For the purposes of his fascinating reconstructive documentary about the making of the ill-fated L’Enfer, Bromberg was able to inspect the contents of some 185 cans of film from the production, which had lain in storage for the past forty-odd years and which did not have audio tracks. These were negatives that had in most cases been printed only once, and were still in good condition.
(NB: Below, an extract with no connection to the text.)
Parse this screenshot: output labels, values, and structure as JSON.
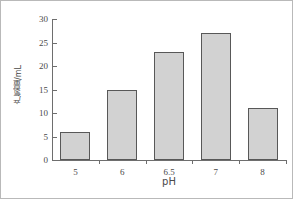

Indeed it’s the test footage of the radiant then 26-year-old international star Schneider, preening and dazzling before the camera’s gaze, which provide some of the documentary’s most intoxicating images. ‘Romy wanted to get rid of her little princess image,’ explains Bromberg. ‘Clouzot was the director who was going to turn her into a real actress, and she accepted the part absolutely.’ Thanks to Bromberg’s documentary, we can now see sequences such as Schneider sporting blue lipstick for the colour inversion process while nonchalantly water-skiing on a lake, which undoubtedly would have been cut out if L’Enfer had been completed. For Bromberg, there remains the paradox that ‘Clouzot got it right after all. The screen tests that we show are in a sense what he was looking for. A finished film with a beginning, middle and an end would have destroyed his idea of absolute cinema. The only way for Clouzot to be successful was to give up on L’Enfer, and for us forty years later to rediscover those images.’

Henri-Georges Clouzot’s Inferno is at GFT, Glasgow from Sat 14–Mon 16 Nov and Filmhouse, Edinburgh from Fri 27–Mon 30 Nov. See review, page 46.